This short article is a panel report on a double science fiction (sf) session organized by Giulia Iannuzzi at the The 2014 Annual Conference of the American Association for Italian Studies held in Zurich. The first session, “The Genre In and Outside the Canon,” opened with a paper by Elio Baldi entitled “Science Fiction and Canon: The Case of Italo Calvino.” Calvino’s reception is an excellent example not only of the difficult relationship between Italian literary criticism and sf, but also of the striking differences between Italian studies in Italy and Italian studies abroad (especially in the US). The paper by Umberto Rossi that followed, entitled “Italian Slipstream: La ragazza di Vajont by Tullio Avoledo,” contextualized Avoledo’s work within a complex set of cultural phenomena and tendencies from slipstream to postmodernism and within the difficulties of the contemporary Italian publishing market. The second session, “From Rome to Mars: Geographies on the Screen,” featured Silvia Caserta on the presence and use of science-fiction imagery in two Italian films: Totò nella Luna (1958) and Fascisti su Marte (2006). The fact that the two films are comedies is indicative of Italy’s difficult relationship with the technoscientific imaginary. Despite using different frames and narrative strategies, Cavalli argued, both films convey an affectionate image of the Italian people as fundamentally incapable of using technologies. The second paper, by Giulia Iannuzzi, was entitled “Fortunes of American Science Fiction in Italy from the 1950s to the 1960s: Translations and Adaptations between Text and Screen” and closed the second session with some thoughts on the widespread practice of translating science fiction from English into Italian after WWII. The dialogue between panelists was helped along by Domenico Gallo, editor and contributor to many Italian magazines and collections, who did a fine job of focusing attention on the key issues: the presence and meaning of sf imagery in “canonical” Italian authors such as Calvino and Primo Levi; the controversial relationship between Italian literary criticism sf, seen in the broader context of the uneasy relationship between Italian cultural elites and hard sciences, which tend to be regarded as an “inferior” form of knowledge; the contemporary publishing market and its division between small, specialized sf initiatives and the important sf works published as mainstream fiction.

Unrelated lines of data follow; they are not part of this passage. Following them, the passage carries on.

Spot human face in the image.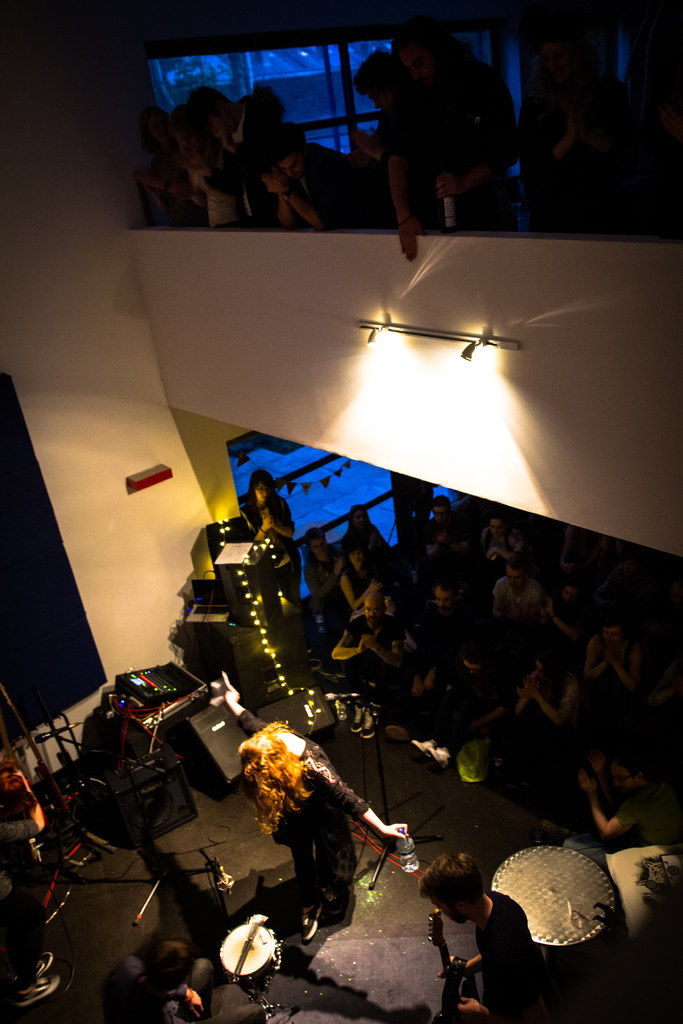
human face found at 434 508 445 525.
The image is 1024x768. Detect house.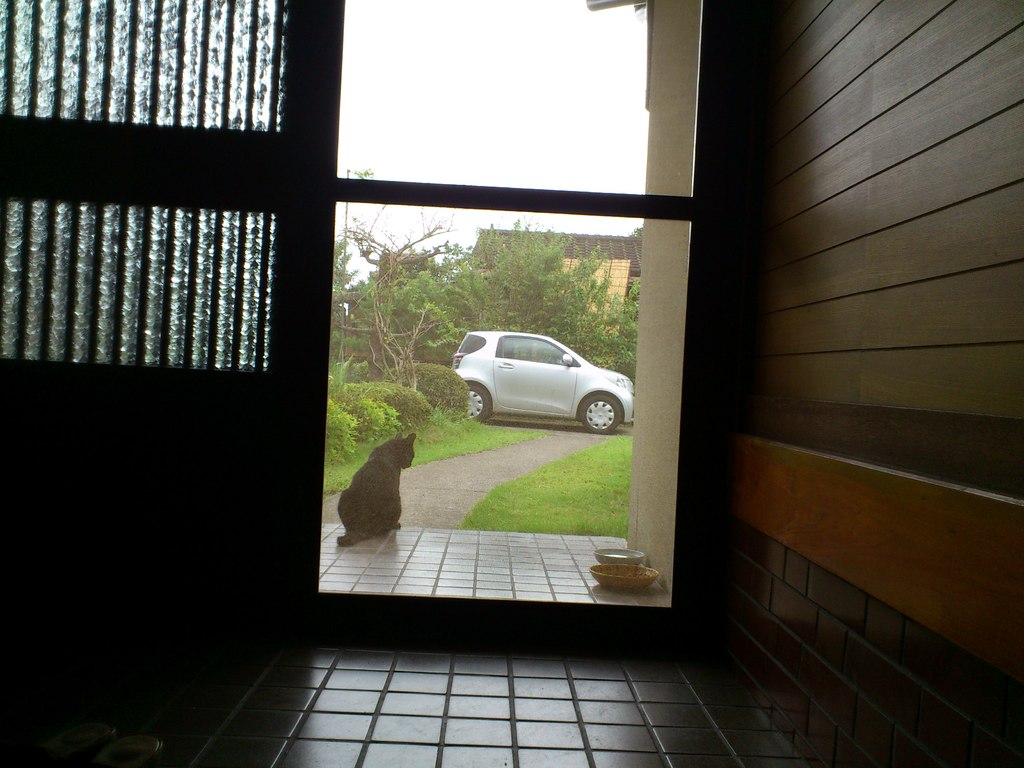
Detection: x1=0 y1=0 x2=1023 y2=767.
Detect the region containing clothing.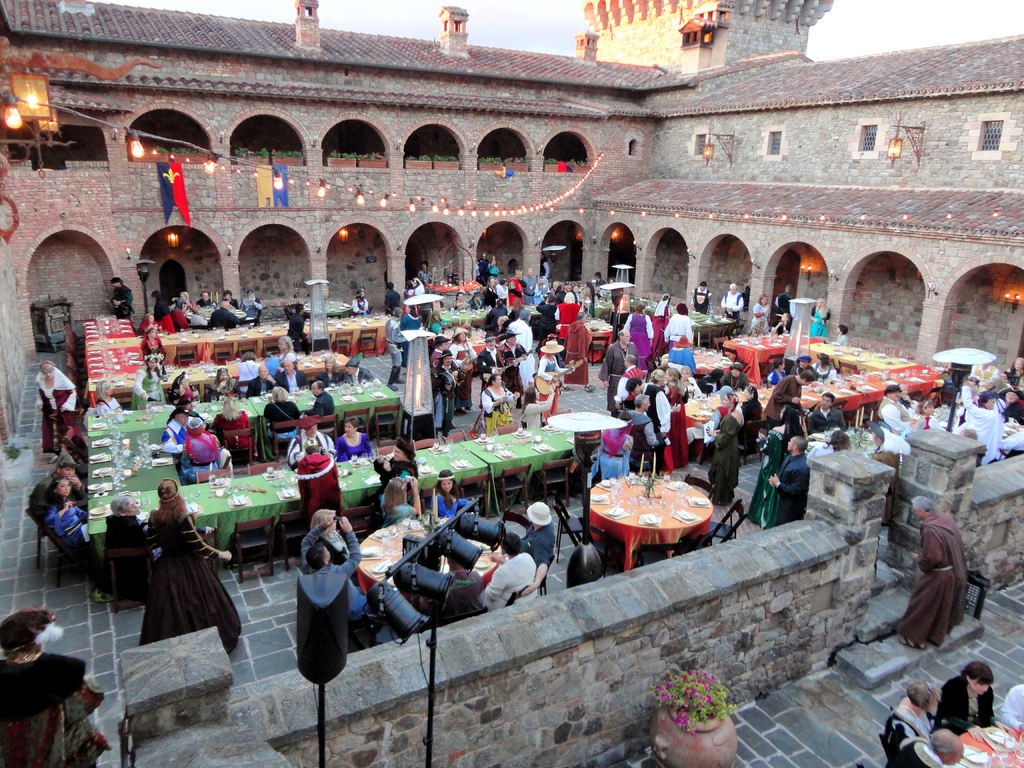
rect(606, 336, 632, 407).
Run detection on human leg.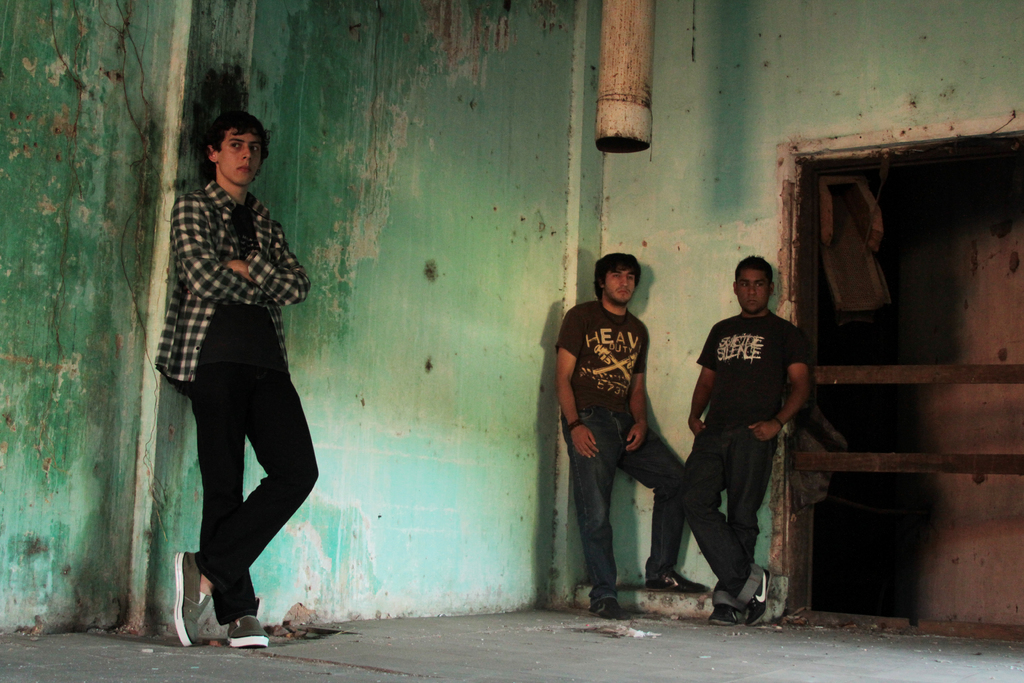
Result: x1=716, y1=434, x2=756, y2=629.
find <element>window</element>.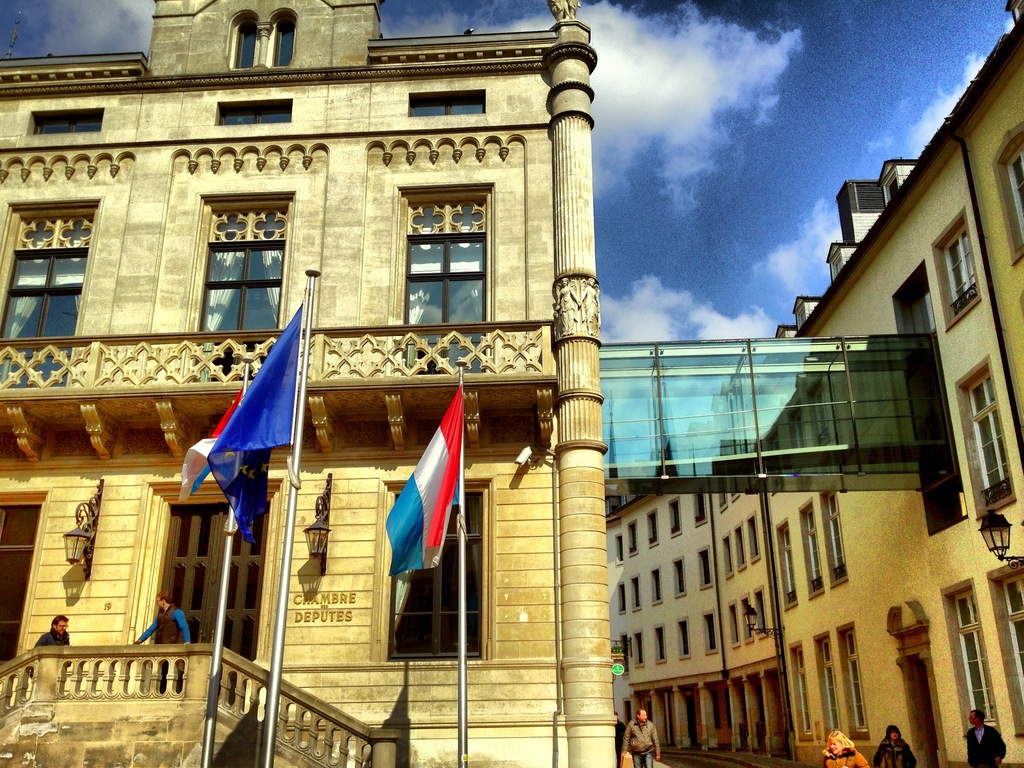
crop(408, 90, 486, 118).
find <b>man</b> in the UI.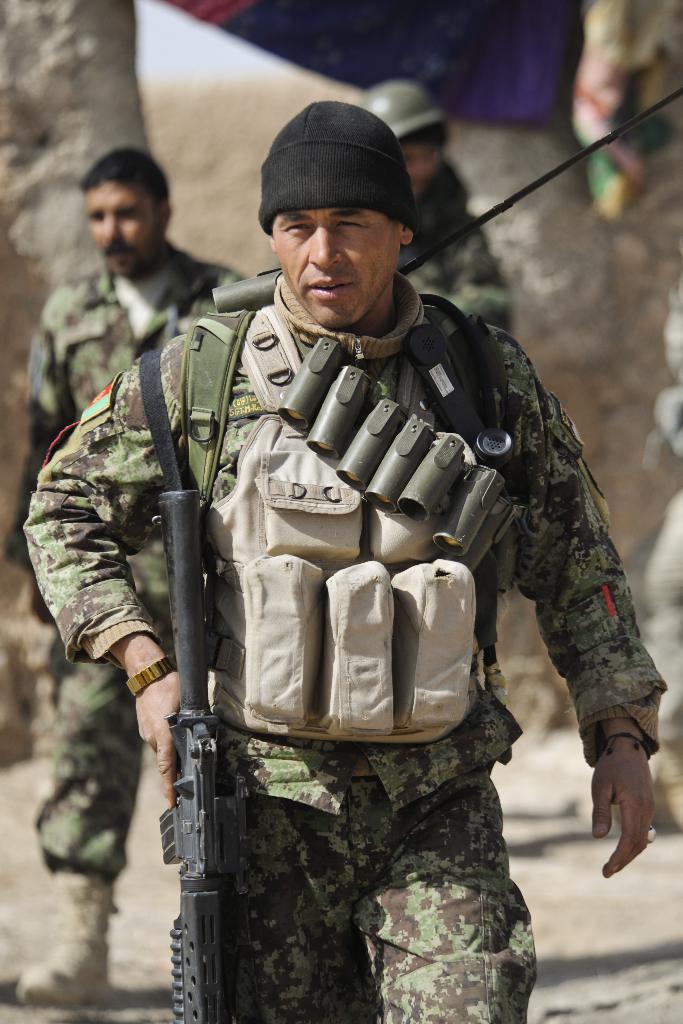
UI element at pyautogui.locateOnScreen(350, 77, 516, 337).
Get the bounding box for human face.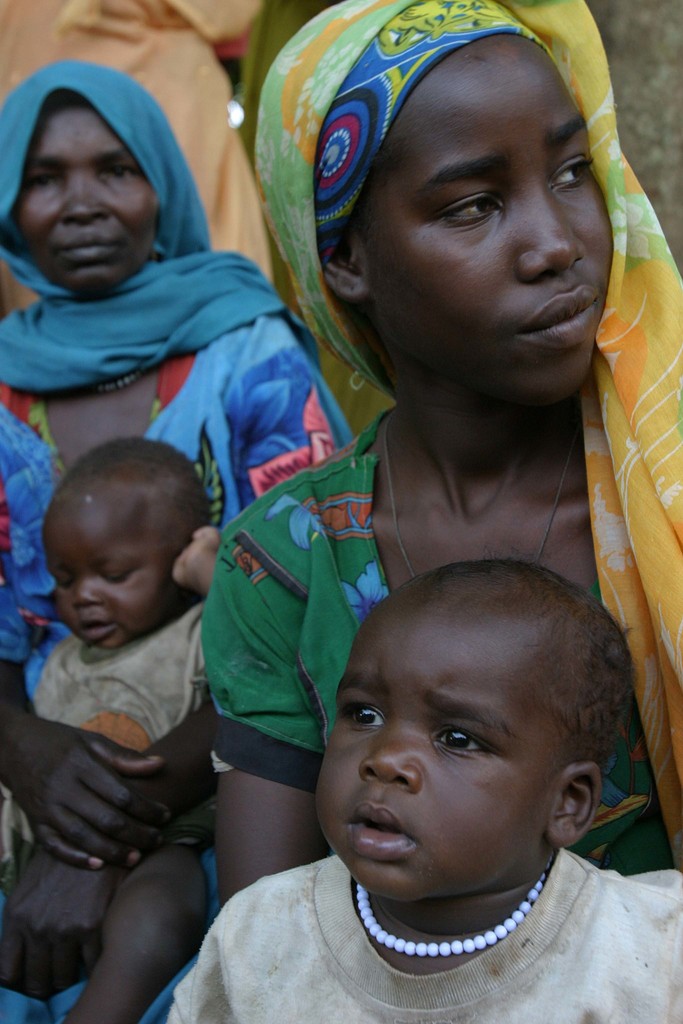
<bbox>11, 102, 156, 292</bbox>.
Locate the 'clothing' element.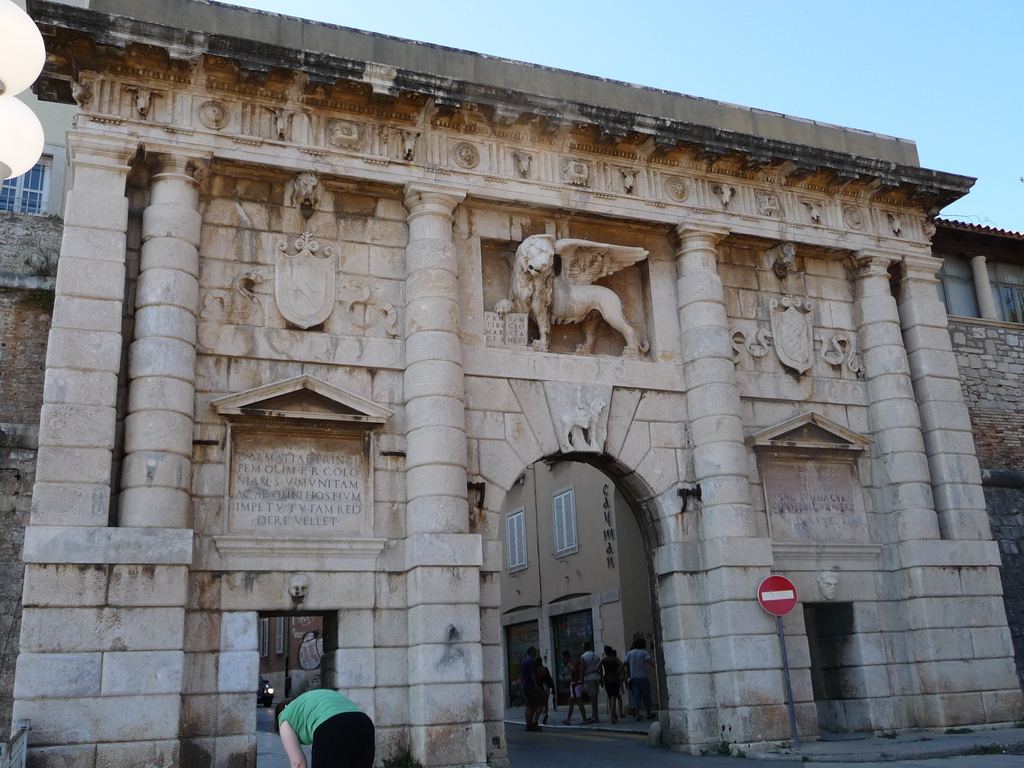
Element bbox: BBox(540, 664, 555, 706).
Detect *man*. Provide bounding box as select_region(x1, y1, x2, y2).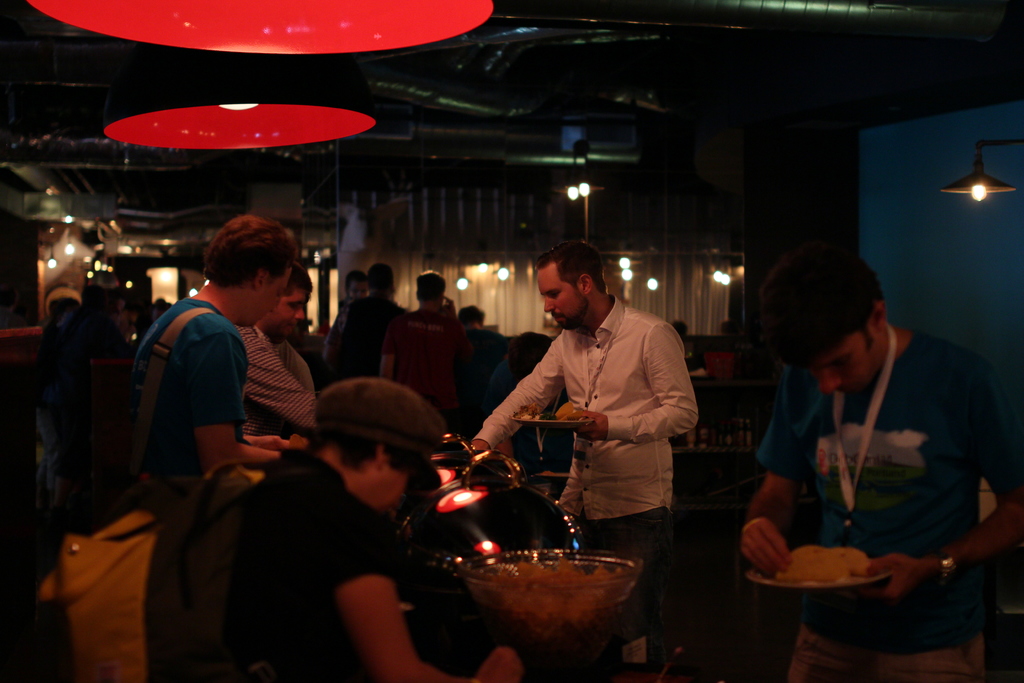
select_region(146, 368, 532, 682).
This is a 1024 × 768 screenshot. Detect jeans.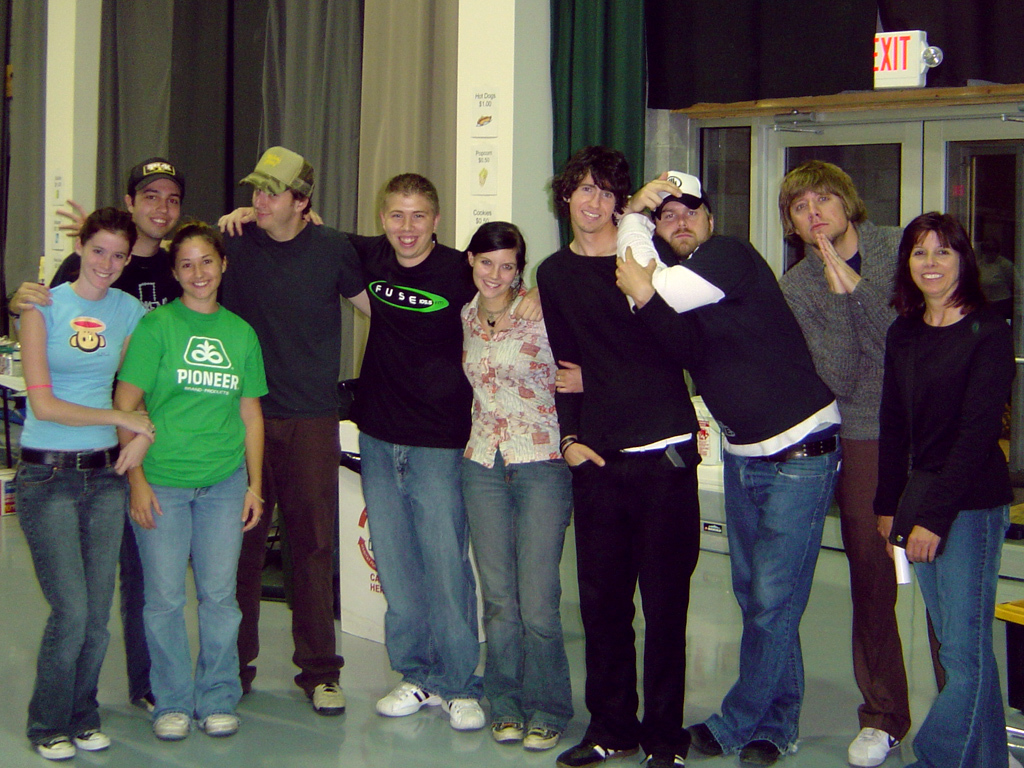
select_region(357, 435, 460, 696).
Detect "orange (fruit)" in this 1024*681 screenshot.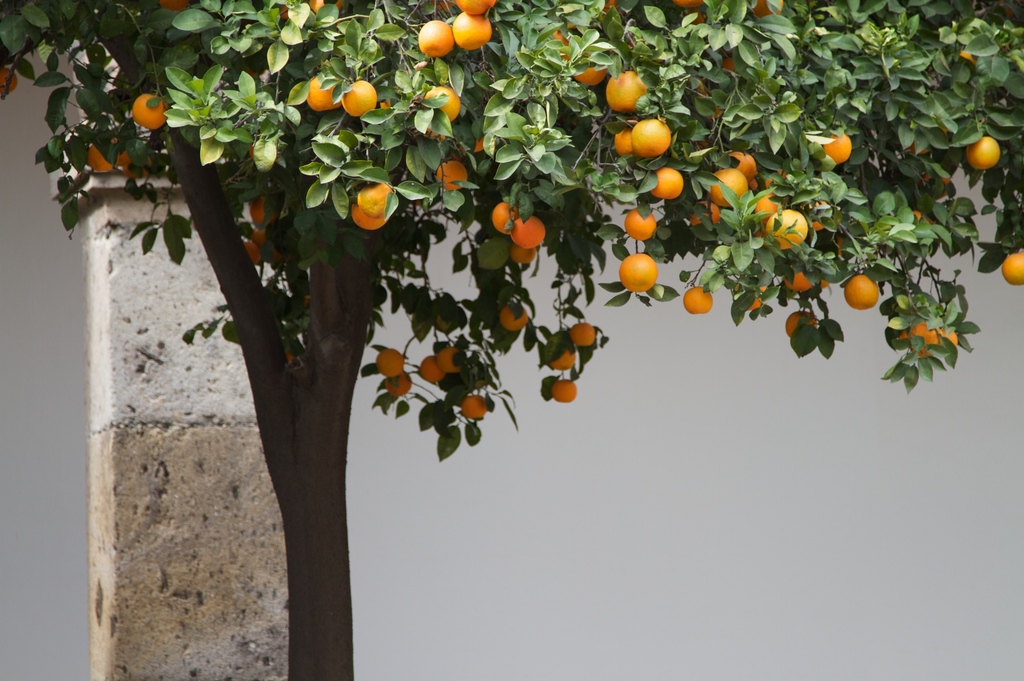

Exploring the Curious Life and Times of Italian Science Fiction

Iannuzzi G
2014-01-01

Abstract

This short article is a panel report on a double science fiction (sf) session organized by Giulia Iannuzzi at the The 2014 Annual Conference of the American Association for Italian Studies held in Zurich. The first session, “The Genre In and Outside the Canon,” opened with a paper by Elio Baldi entitled “Science Fiction and Canon: The Case of Italo Calvino.” Calvino’s reception is an excellent example not only of the difficult relationship between Italian literary criticism and sf, but also of the striking differences between Italian studies in Italy and Italian studies abroad (especially in the US). The paper by Umberto Rossi that followed, entitled “Italian Slipstream: La ragazza di Vajont by Tullio Avoledo,” contextualized Avoledo’s work within a complex set of cultural phenomena and tendencies from slipstream to postmodernism and within the difficulties of the contemporary Italian publishing market. The second session, “From Rome to Mars: Geographies on the Screen,” featured Silvia Caserta on the presence and use of science-fiction imagery in two Italian films: Totò nella Luna (1958) and Fascisti su Marte (2006). The fact that the two films are comedies is indicative of Italy’s difficult relationship with the technoscientific imaginary. Despite using different frames and narrative strategies, Cavalli argued, both films convey an affectionate image of the Italian people as fundamentally incapable of using technologies. The second paper, by Giulia Iannuzzi, was entitled “Fortunes of American Science Fiction in Italy from the 1950s to the 1960s: Translations and Adaptations between Text and Screen” and closed the second session with some thoughts on the widespread practice of translating science fiction from English into Italian after WWII. The dialogue between panelists was helped along by Domenico Gallo, editor and contributor to many Italian magazines and collections, who did a fine job of focusing attention on the key issues: the presence and meaning of sf imagery in “canonical” Italian authors such as Calvino and Primo Levi; the controversial relationship between Italian literary criticism sf, seen in the broader context of the uneasy relationship between Italian cultural elites and hard sciences, which tend to be regarded as an “inferior” form of knowledge; the contemporary publishing market and its division between small, specialized sf initiatives and the important sf works published as mainstream fiction.